Corley v. U.S. 2009 WL 901513, 11 (U.S.,2009)(citation omitted)

Posted by: Michael R. Levine | Apr 15, 2009 12:31:57 PM

Yes, the Sixth Circuit has several judges who think they're members of Congress. Judge Martin's personal views about the death penalty have absolutely no proper place in a judicial opinion. He should go back to high school citizenship class and learn about separation of powers.

Posted by: Matt | Apr 15, 2009 12:54:27 PM

"Those procedures will necessarily be expensive if we care about getting it right before we kill someone."

Sure, and I don't have a problem with that in theory. But all of life involves trade-offs, opportunity costs as economists say. Just how much money, just how many trade-offs all we willing to forgo to "get it right". There has to be a light at the end of the tunnel somewhere; "getting it right" can't be rationally justified as an endless morass. And at least as far as I see it, in many cases that's what we have today, an endless morass. In other words, "getting it right" can't logically mean "taking ten years to get a resolution." Because taking that amount of time is by definition getting it wrong.



Posted by: Daniel | Apr 15, 2009 1:28:57 PM

"This is the province of the legislature." is that you SC? or is it federalist?

Posted by: huh? | Apr 15, 2009 2:36:32 PM

The chaos in the sentencing phase today violates the Equal Protection Clause, and results in a racial disparity. The sentencing seems arbitrary, unpredictable, dependent on caprice. It has no scientific validation. It does not even have any established reliability statistics. It is garbage. Arguing over invalid garbage is not productive. Furthermore, your specialty failed to spot the sole cruelty of the death penalty. The date. Not even a terminal patient knows his date.

Come back for a debate when you at least have reliability statistics. Run a video tape of a trial before 2 tribunals. See if the same outcome results. Until you have reliability statistics with inter-rater reliability Kappas close 0.9, you have unlawful garbage. We have nothing to debate.

It is naive to believe current methodology benefits any party but the rent seeking lawyer, not victims, not survivors, not future victims, not the public.

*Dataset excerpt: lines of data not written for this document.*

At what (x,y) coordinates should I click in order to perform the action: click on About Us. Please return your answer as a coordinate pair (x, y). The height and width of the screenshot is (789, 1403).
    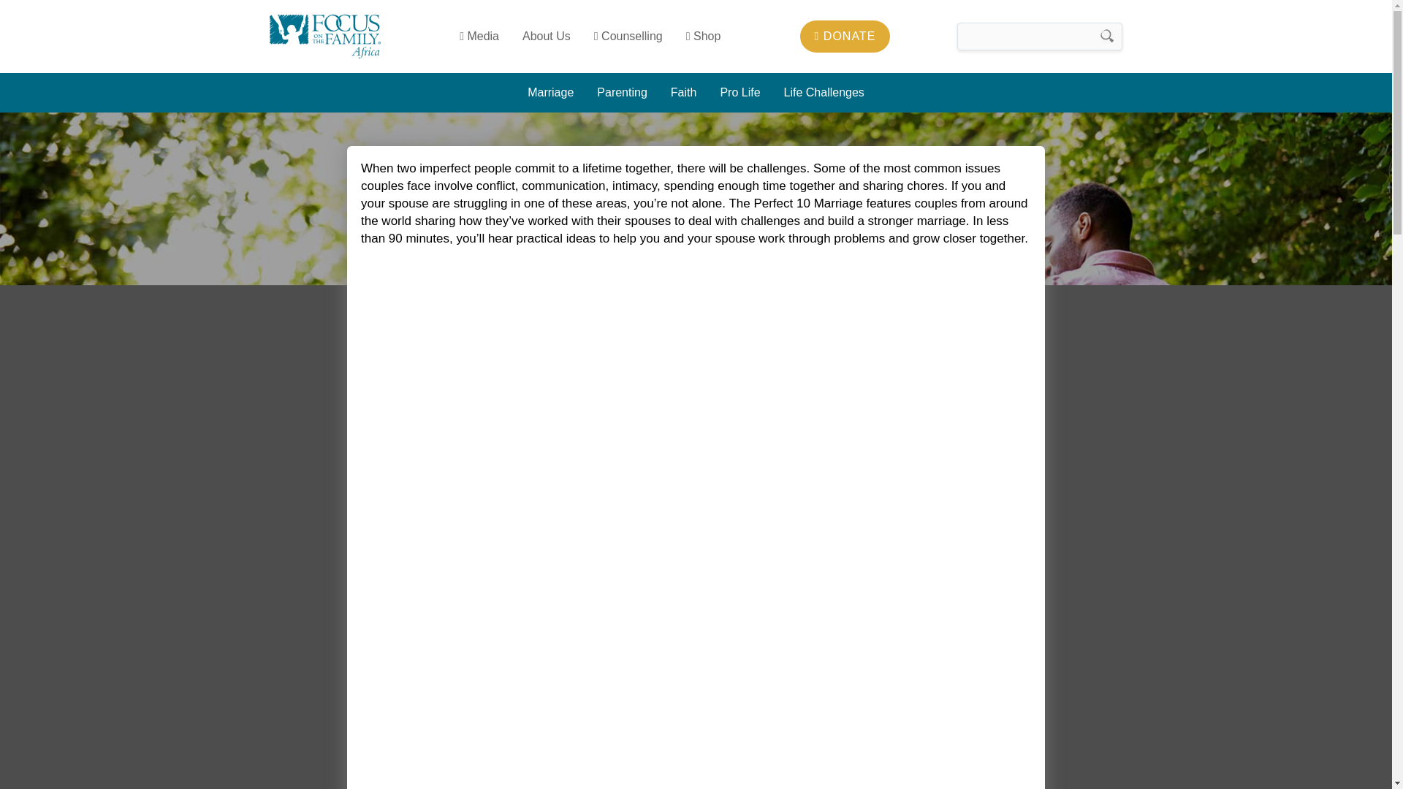
    Looking at the image, I should click on (546, 36).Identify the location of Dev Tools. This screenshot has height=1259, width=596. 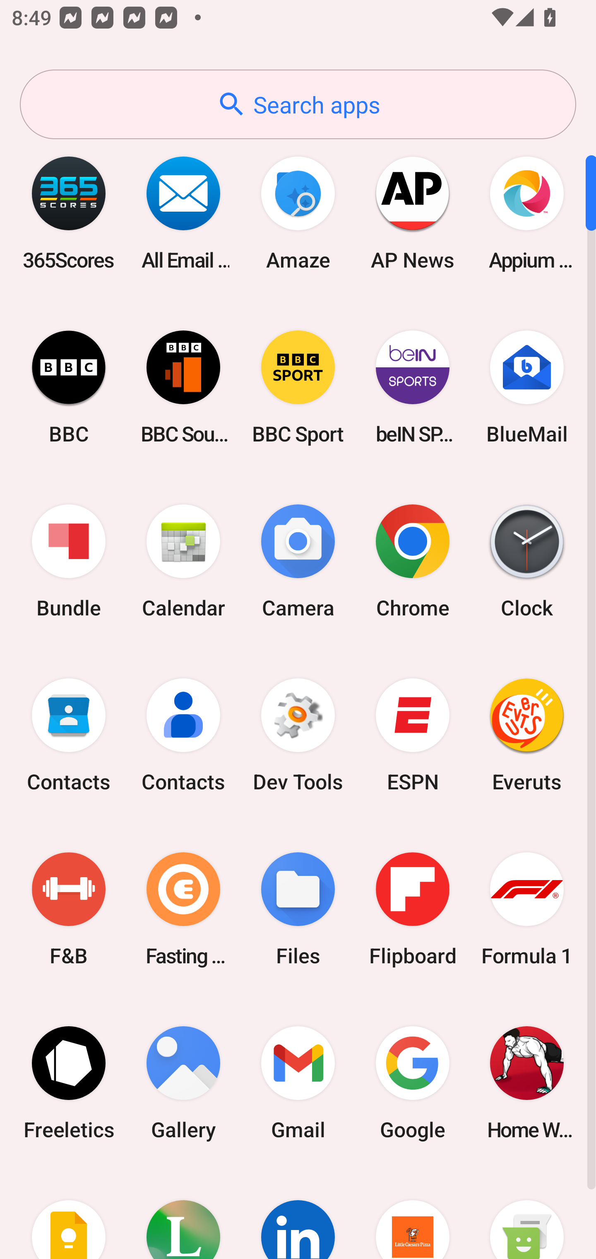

It generates long term, numerous, indoor jobs for lawyers. It is a show. It achieves no goal in the criminal law.

Sentencing should be taken away from the dangerously incompetent judiciary, and from the self-dealing, rent seeking lawyer.

Once guilt of any third violent crime has been established in a trial, death should be mandatory, immediate. Its cruelty should be immune from judicial review. Judicial review is itself unlawful.

There are no cruel modern execution methods. About 90% of us will die a prolonged, rough, humiliating death, a 1000 times worse than any execution method. Why a convicted felon should get a better death than most ordinary people has no justification.

Once this system is enacted, the first to be executed should be the 15,000 member lawyer hierarchy, for insurrection against the Constitution, especially Article I Section 1, and especially the Justices of the Supreme Court.They ordered the unauthorized mass murder of millions of viable third trimester babies without Fifth Amendment due process. They rank in crazed murderousness with the worst of the 20th Century tyrants. I make no exception for the right wing of the Court. They collaborated and allowed the crime to proceed. Try them for an hour. The sole evidence would be excerpts from their decisions, and their voting records. There would be no charge of collateral corruption, no false lawyer gotcha. Convict them. Hang them from the courthouse trees. Post the vid on YouTube. To deter. I have every confidence the lawyer profession would decide to change and would get deterred after that.